I get 49 from reading register_addr=43110, quantity=1 now
Yea, that would be great. A "change bit in holding register" utility function would be a really handy addition to the lib
Thanks
No, you need to read it and then XOR it and then write it. For the moment, read the value of 43110. If it is 33, set it to 35, and vice-versa. Look at 33 and 35 in hex and it will make sense to you then.
Although, I was thinking yesterday that it could be helpful to introduce a pseudo modbus function to do this in one step in pysolarmanv5. I'll see what I can do.
What's the write command?
modbus.write_holding_register( register_addr=43110, value=1, bitmask=0x2, bitshift=1 )
When I read I get 0 and then it needs to write 1?

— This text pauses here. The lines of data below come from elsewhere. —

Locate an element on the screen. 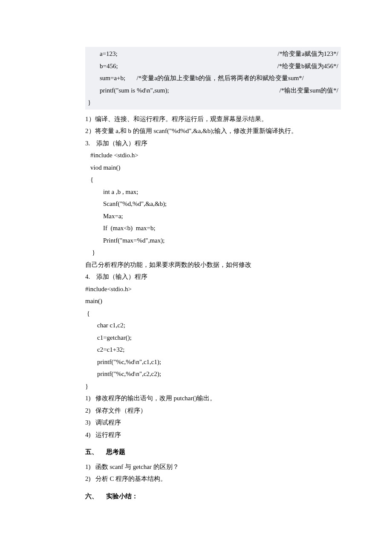  code-line: int a ,b , max; is located at coordinates (213, 192).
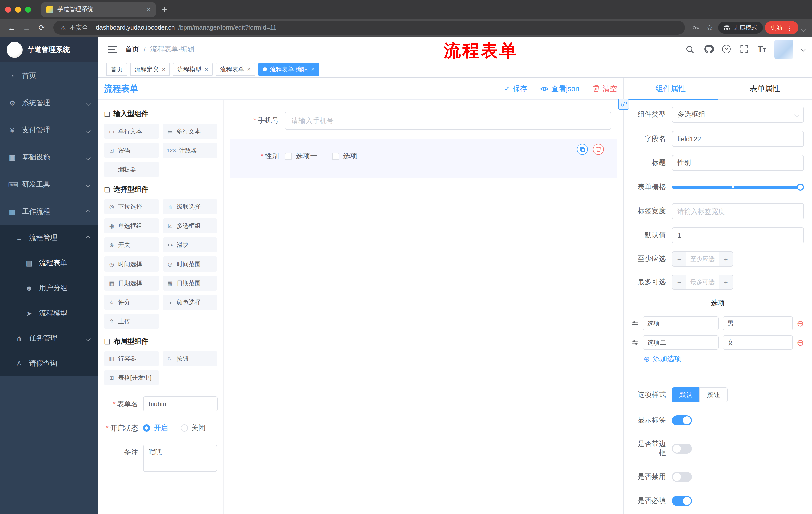 The image size is (812, 514). What do you see at coordinates (682, 477) in the screenshot?
I see `disabled-toggle` at bounding box center [682, 477].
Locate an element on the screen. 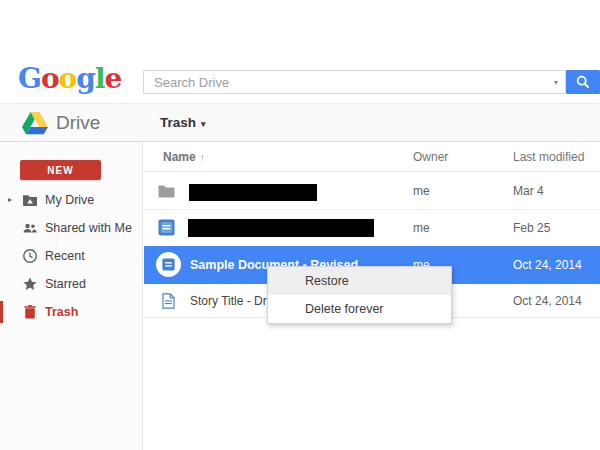 Image resolution: width=600 pixels, height=450 pixels. google-logo-letter: G is located at coordinates (30, 78).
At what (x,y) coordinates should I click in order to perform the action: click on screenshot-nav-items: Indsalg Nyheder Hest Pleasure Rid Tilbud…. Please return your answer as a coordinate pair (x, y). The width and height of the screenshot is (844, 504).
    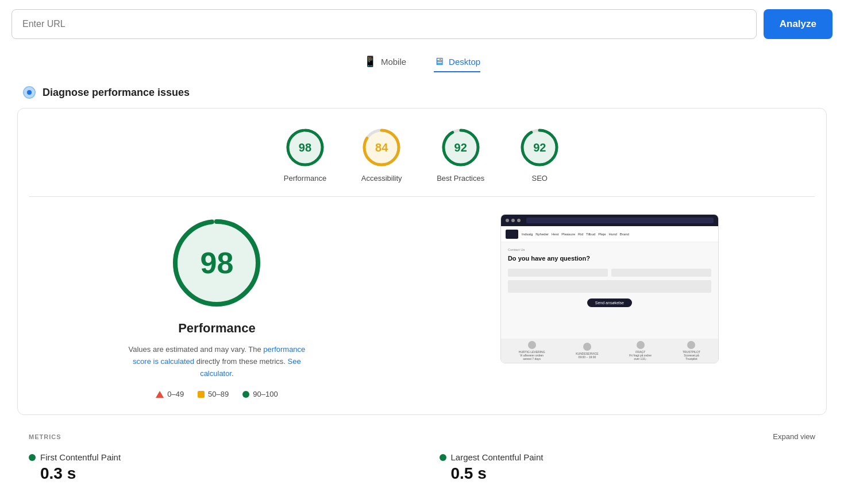
    Looking at the image, I should click on (618, 234).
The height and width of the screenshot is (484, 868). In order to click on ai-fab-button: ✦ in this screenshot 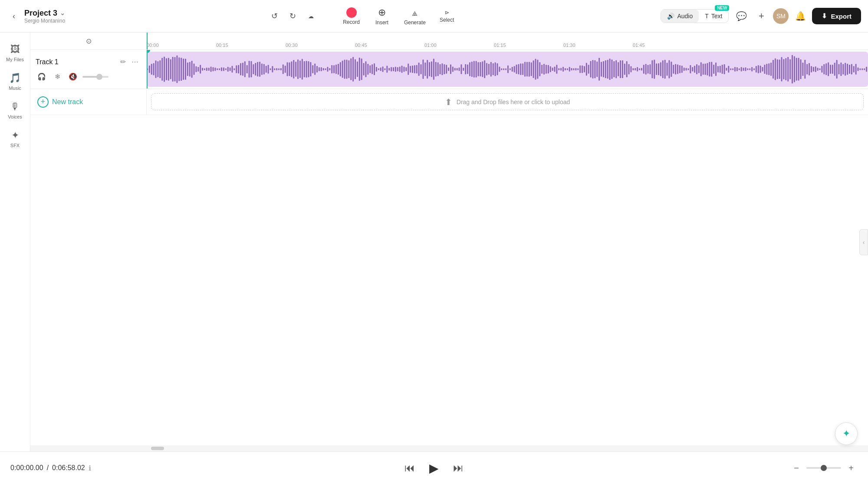, I will do `click(846, 434)`.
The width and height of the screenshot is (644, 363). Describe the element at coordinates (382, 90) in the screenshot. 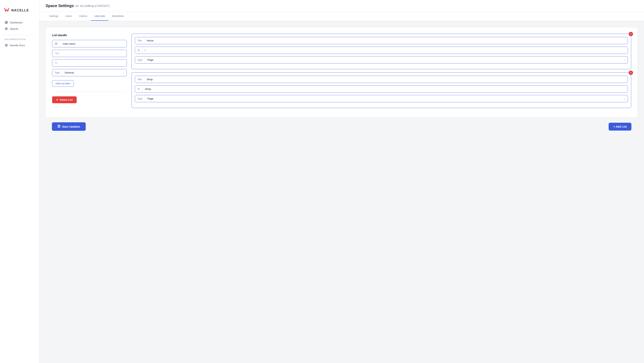

I see `list-item-2: ✕ Title To` at that location.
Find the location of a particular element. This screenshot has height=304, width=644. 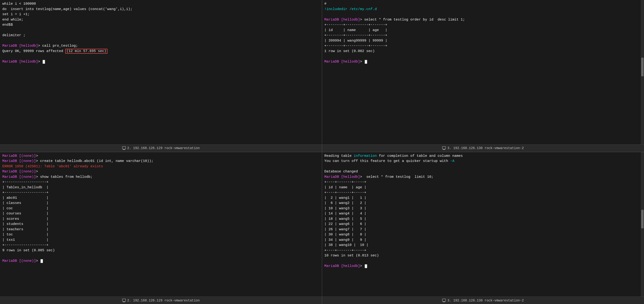

scrollbar-bottom-right is located at coordinates (642, 224).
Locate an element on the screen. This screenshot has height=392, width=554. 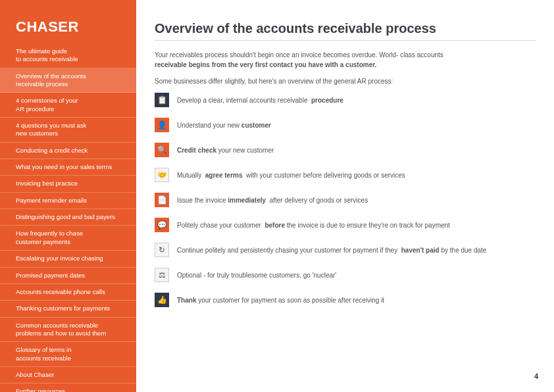
step-icon: ↻ is located at coordinates (162, 250).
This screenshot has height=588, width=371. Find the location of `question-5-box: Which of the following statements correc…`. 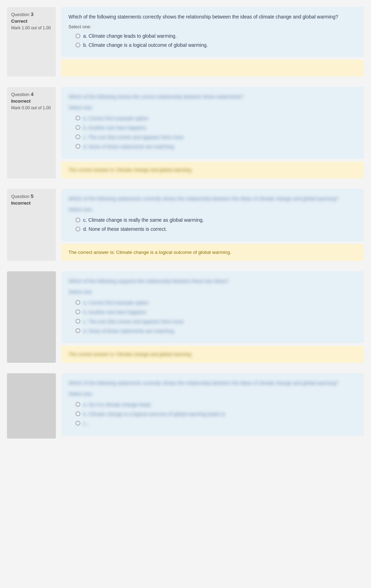

question-5-box: Which of the following statements correc… is located at coordinates (213, 215).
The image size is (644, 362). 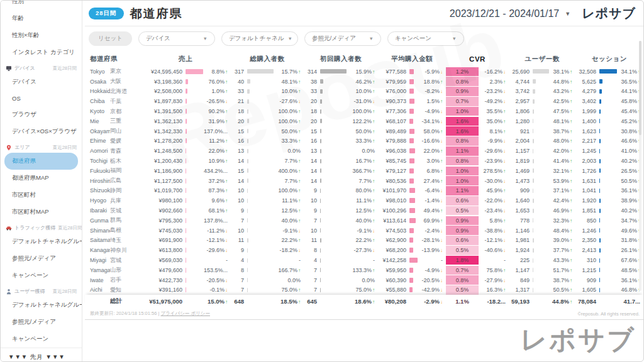 What do you see at coordinates (477, 59) in the screenshot?
I see `column-header-cvr: CVR` at bounding box center [477, 59].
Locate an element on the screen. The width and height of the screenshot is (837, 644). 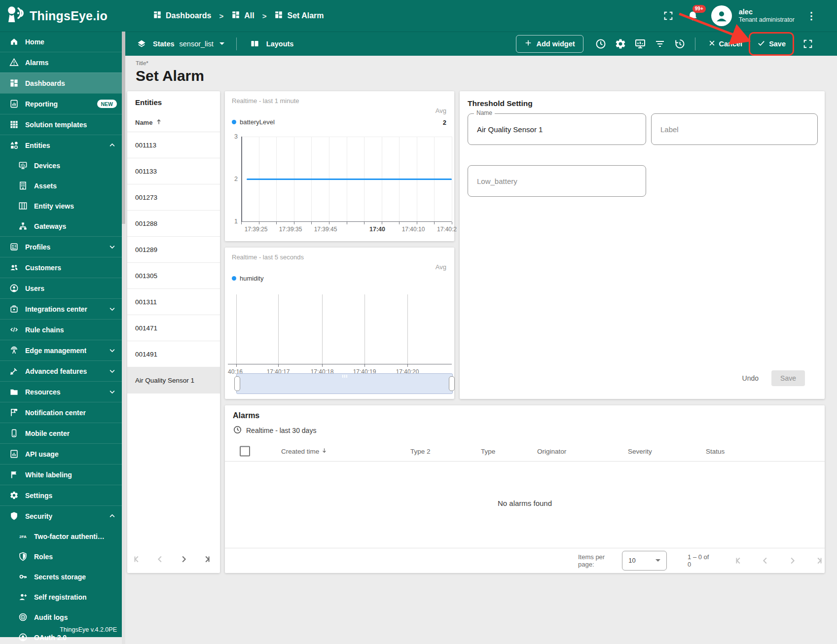
cancel-button: Cancel is located at coordinates (726, 44).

Also do any of these 4xxxx registers allow us to toggle self use on/off? This is handy from charging car from grid without draining battery
You could try setting a 24 hour charge from grid period, and then toggle timed charging using 43110. Haven't tested it though.
Try to break it into 2 or 3 blocks. I was running into issues when trying to do large blocks.
I don't really want the schedule.
Looking for two lines of code I guess (if it works like that)
I have the older FW with the basic and useless schedules not the daily ones.
Can we force charge/discharge on demand?
Could it be tricked by setting overdischarge SOC to 99% for example when wanting to charge from the grid and then set it back to 15% when you want to use the battery?
https://github.com/StephanJoubert/home_assistant_solarman/blob/4d23fe8d25569efa4476b7c3e762f727712f4d9a/custom_components/solarman/inverter_definitions/solis_hybrid.yaml#L6 this set of three reads of 100 each, as Jonathan mentioned
You can run the script on windows or in docker on windows machine also. I actually write and test code on windows.
@mp3guy how many registers are you trying to read? Are you reading them in blocks or looping through each? As @Jonathan mentioned baud rate is only 9600. I am reading total of 129 registers devided in 8 blocks. It takes ~3-4s to do that but there is also overhead of formating, presenting and publishing. I would say the whole read is probably closer to 2s. I've read in some unoficial document that you should not exceed 100 registers in one go on solis modbus. My largest block has 34 registers.
Yes, but the Solis registers are a bit all over the place. The 50 or so sensors that are extracted as based on three reads requests of 100 registers each.
30 seconds polling is more than enough for my needs, so I haven't investigated much further, but I suspect the lag is introduced by the WiFi dongle. It doesn't help however, that the baud rate is only 9,600. @reklamos might be able to confirm the source of the slowness as he was previously reading directly off the RS485 port (bypassing the WiFi dongle).
Running HA OS so not sure if it's possible to add docker to it. Nodered is an addon of HA OS.So maybe this won't work for me, not a linux master or anything, in fact it's my least favorite OS 😁
Yuo need to run python code somewhere. You can run it directly in the OS where you have HA/Nodered or you can run it as container. I have everything conatinerized as it makes it easier but do what works best for you.